Mac users can run the following command:

pi@raspberrypi:kivy_interface ~ $ sudo kivy WeLAb.py

Also, we provide an executable archive in folder executable_Mac_OSX. Just double-click it to start the GUI.

Windows users instead have to run the following command:

> python WeLAb.py

If you have added Python to the PATH system variable you can just double-click WeLab.py file and the GUI should open automatically.

Retrieve the ip address of your Raspberry Pi and write it to the GUI's settings (3rd tab).

When you take pictures of the microscope view, the Raspberry stores the original ones in /var/www/html/media. You may want to periodically check for the space they are taking and remove the ones you do not need to backup. On your computer, such images are stored in the folder specified by the GUI's settings.

Kivy

Why Kivy? Because it is a powerful, open-source and cross-platform framework for the development of applications.

You can adapt and run the same code on all supported platforms.

You can use our GUI both remotely (via ethernet or wi-fi connection) or locally on a the same Raspberry Pi that operate the microscope camera.

Please refer to https://kivy.org/docs/installation/installation.html for detailed Kivy instruction for Linux, OSX and Windows operating systems.

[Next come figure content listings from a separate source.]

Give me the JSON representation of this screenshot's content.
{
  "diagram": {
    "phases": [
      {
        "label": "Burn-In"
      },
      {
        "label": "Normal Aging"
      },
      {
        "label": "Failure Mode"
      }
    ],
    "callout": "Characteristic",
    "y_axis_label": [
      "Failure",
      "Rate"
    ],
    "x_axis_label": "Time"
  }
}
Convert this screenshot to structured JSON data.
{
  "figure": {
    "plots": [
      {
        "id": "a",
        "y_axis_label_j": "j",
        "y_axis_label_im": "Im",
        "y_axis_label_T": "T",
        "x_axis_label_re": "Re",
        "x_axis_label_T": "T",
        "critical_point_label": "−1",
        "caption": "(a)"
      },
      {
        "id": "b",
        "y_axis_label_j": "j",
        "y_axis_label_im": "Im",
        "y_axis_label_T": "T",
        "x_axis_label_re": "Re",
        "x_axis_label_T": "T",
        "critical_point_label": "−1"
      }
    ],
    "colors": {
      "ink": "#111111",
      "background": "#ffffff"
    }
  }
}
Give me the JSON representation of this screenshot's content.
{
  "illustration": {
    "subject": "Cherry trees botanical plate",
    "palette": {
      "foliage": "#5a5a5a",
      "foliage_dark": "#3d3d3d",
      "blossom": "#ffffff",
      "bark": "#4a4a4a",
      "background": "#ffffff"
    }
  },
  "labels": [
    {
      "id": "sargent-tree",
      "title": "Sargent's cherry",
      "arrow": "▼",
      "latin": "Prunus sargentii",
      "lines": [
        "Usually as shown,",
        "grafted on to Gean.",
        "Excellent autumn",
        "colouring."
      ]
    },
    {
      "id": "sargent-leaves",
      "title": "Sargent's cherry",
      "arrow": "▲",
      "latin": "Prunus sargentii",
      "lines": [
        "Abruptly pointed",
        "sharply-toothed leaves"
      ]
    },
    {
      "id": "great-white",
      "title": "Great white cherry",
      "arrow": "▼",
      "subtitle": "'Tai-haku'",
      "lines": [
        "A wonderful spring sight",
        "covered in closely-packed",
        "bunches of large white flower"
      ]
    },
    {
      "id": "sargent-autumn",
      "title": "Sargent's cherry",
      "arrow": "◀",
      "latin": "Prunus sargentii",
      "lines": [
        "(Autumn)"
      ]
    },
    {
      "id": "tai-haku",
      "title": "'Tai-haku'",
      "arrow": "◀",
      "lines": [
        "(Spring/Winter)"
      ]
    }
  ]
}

Please refefer to https://kivy.org/docs/installation/installation-rpi.html for detailed Kivy instruction for Raspberry Pi.

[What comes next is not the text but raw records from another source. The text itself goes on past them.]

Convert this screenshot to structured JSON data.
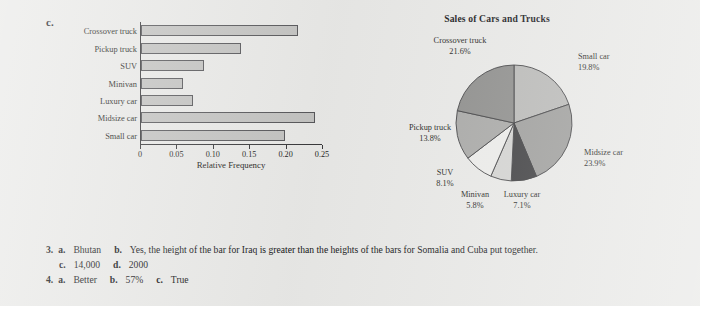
{
  "page": {
    "background_color": "#e9e9e7",
    "panel_c_letter": "c.",
    "panel_d_letter": "d."
  },
  "chart_data": [
    {
      "type": "bar",
      "orientation": "horizontal",
      "panel": "c.",
      "title": "",
      "xlabel": "Relative Frequency",
      "ylabel": "",
      "xlim": [
        0,
        0.25
      ],
      "xticks": [
        "0",
        "0.05",
        "0.10",
        "0.15",
        "0.20",
        "0.25"
      ],
      "xtick_values": [
        0,
        0.05,
        0.1,
        0.15,
        0.2,
        0.25
      ],
      "grid": false,
      "bar_fill": "#c3c3c1",
      "bar_stroke": "#57575a",
      "categories": [
        "Crossover truck",
        "Pickup truck",
        "SUV",
        "Minivan",
        "Luxury car",
        "Midsize car",
        "Small car"
      ],
      "values": [
        0.216,
        0.138,
        0.087,
        0.058,
        0.071,
        0.239,
        0.198
      ]
    },
    {
      "type": "pie",
      "panel": "d.",
      "title": "Sales of Cars and Trucks",
      "legend_position": "outside-labels",
      "start_angle_deg": 0,
      "labels": [
        "Small car",
        "Midsize car",
        "Luxury car",
        "Minivan",
        "SUV",
        "Pickup truck",
        "Crossover truck"
      ],
      "values": [
        19.8,
        23.9,
        7.1,
        5.8,
        8.1,
        13.8,
        21.6
      ],
      "value_texts": [
        "19.8%",
        "23.9%",
        "7.1%",
        "5.8%",
        "8.1%",
        "13.8%",
        "21.6%"
      ],
      "slice_colors": [
        "#b9b9b7",
        "#9d9d9b",
        "#3c3c3e",
        "#d3d3d1",
        "#ececea",
        "#a8a8a6",
        "#8d8d8b"
      ],
      "slice_stroke": "#3a3a3c"
    }
  ],
  "answers": {
    "line1": {
      "number": "3.",
      "a_marker": "a.",
      "a_text": "Bhutan",
      "b_marker": "b.",
      "b_text": "Yes, the height of the bar for Iraq is greater than the heights of the bars for Somalia and Cuba put together."
    },
    "line2": {
      "c_marker": "c.",
      "c_text": "14,000",
      "d_marker": "d.",
      "d_text": "2000"
    },
    "line3": {
      "number": "4.",
      "a_marker": "a.",
      "a_text": "Better",
      "b_marker": "b.",
      "b_text": "57%",
      "c_marker": "c.",
      "c_text": "True"
    }
  }
}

In case of troubles running our interface directly on the Raspberry Pi, please follow the next tips (tested on a Raspberry Pi 3 running a fresh installation of Raspian Jessie with Pixel, Sept. 2016 version):

  • Recent Kivy versions require Cython version 0.23 or newer. Jessie is currently provided with version 0.21, so be aware that you may need to update the package.

Please check the current Cython version:

dpkg -s cython

If the version is older than 0.23, replace it:

sudo pip uninstall cython
sudo pip install -I Cython==0.23

We installed all required dependencies as suggested on the Kivy website:

sudo apt-get update 
sudo apt-get install libsdl2-dev libsdl2-image-dev libsdl2-mixer-dev libsdl2-ttf-dev \
pkg-config libgl1-mesa-dev libgles2-mesa-dev python-setuptools libgstreamer1.0-dev \
git-core gstreamer1.0-plugins-{bad,base,good,ugly} gstreamer1.0-{omx,alsa} python-dev

Then we built Kivy:

git clone https://github.com/kivy/kivy 
cd kivy  
make 

echo "export PYTHONPATH=$(pwd):\$PYTHONPATH" >> ~/.profile 
source ~/.profile

As post-install settings, add some more external components:

sudo pip install pyglet docutils  
sudo pip install pygments 

Finally, in order to make the mouse visible you have to edit the Kivy configuration file. Such a file only appears after you have run Kivy at least once. So first run the GUI:

cd /home/pi/WeLAB-4-makers/kivy_interface
python WeLAb.py

Then press the ESC key and edit the configuration file

sudo nano ~/.kivy/config.ini

by adding the following line at the bottom, in the [modules] section:

touchring = show_cursor=true

To run the GUI, go to kivy_interface folder and run it as follows:

cd /home/pi/WeLAB-4-makers/kivy_interface
python WeLAb.py

Alternatively, you can try kivy pie, a compact and lightweight Raspbian-based distribution that comes with Kivy installed and ready to run (http://kivypie.mitako.eu).

Please be aware that Kivy under Raspbian should present some problems or limitations. Some interesting discussions are reported here:

Relevant issues we have experienced :

  • the GUI only works in fullscreen mode. This is not a real problem, but it should be annoying because we have not (YET!!!) added a gallery section to the GUI...

  • there’s the bubbling of mouse events. In order to overcome possible troubles we suggest to tip the option hide the taskbar when not used in taskbar raspbian settings.